The importance of workshops, companies and corporations in London and the provinces does not go unnoticed. Lucy J. Wrapson looks at early workshop practice of pre- and post-Reformation rood screens in the East Anglian region; Edward Town's essay is concerned with the status, working methods, and production of the Painter-Stainers' Company; and Elizabeth Goldring's illuminates the function and market of heraldic painting produced by the College of Arms and the Painters-Stainers' Company.
While helpfully anticipating part three, some contributions in part two focus on changes in style in relation to patronage both in Britain and abroad. Anita Jansen and Johanneke Verhave consider English patronage in the Netherlands, and, more specifically, Michiel van Mierevelt's portraits of Sir Dudley Carleton and his wife. Karen Hearn analyzes the paintings on canvas and panel produced in Jacobean and early Caroline England by Dutch and Flemish émigré artists and English-born painters trained in the Netherlands, while David Taylor provides new insight into the influence of portrait practice from the Low Countries and England in Jacobean Scotland.

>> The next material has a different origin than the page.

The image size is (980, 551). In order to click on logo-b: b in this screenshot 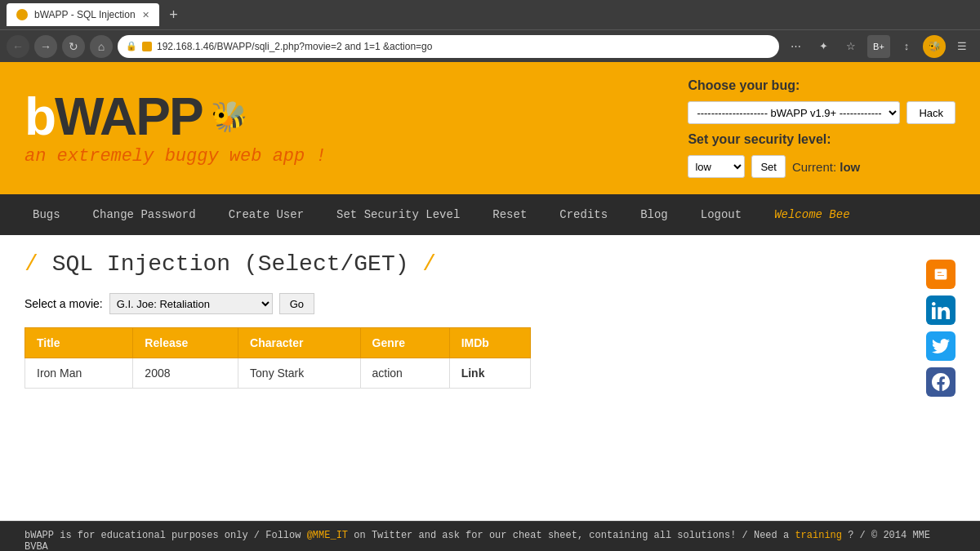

Part three provides fresh perspectives on patronage, market, and audience in the context of Tudor and early Stuart gentry and aristocratic culture in London and the provinces. With an eye to court and royal circles, Charlotte Bolland focuses on the anonymous 1546 portrait of Henry Howard, Earl of Surrey, to discuss the native and foreign sources and fashions which provided inspiration to patrons and artists, while Frederick Hepburn reassesses the companion portraits of Henry VII and Elizabeth of York produced in the late 1480s, in relation to the European tradition of royal portraiture. Catherine Daunt's study considers the growing interest of the provincial gentry and nobility in companion portraits of famous men and women (heroes, worthies, and royalty). Robert Tittler studies changes in regional practices and links between painters and patrons in the provinces. Susan Bracken's essay concludes the volume, discussing the development and evolving tastes of late sixteenth- and early seventeenth-century English collectors.
A great merit of this impressive book is its ability to benefit a variety of readers. While it will be an essential work for art historians and conservators of Tudor and early Stuart British art, its findings are also of interest and importance to scholars from other disciplines, such as cultural and intellectual history and literary studies. The volume illuminates how Tudor and Jacobean painting practice was shaped by international trade in materials and skills, the ways in which visual culture reflected and was reflected in society, and the development and importance of cultural exchange between Britain, Germany, and the Low Countries.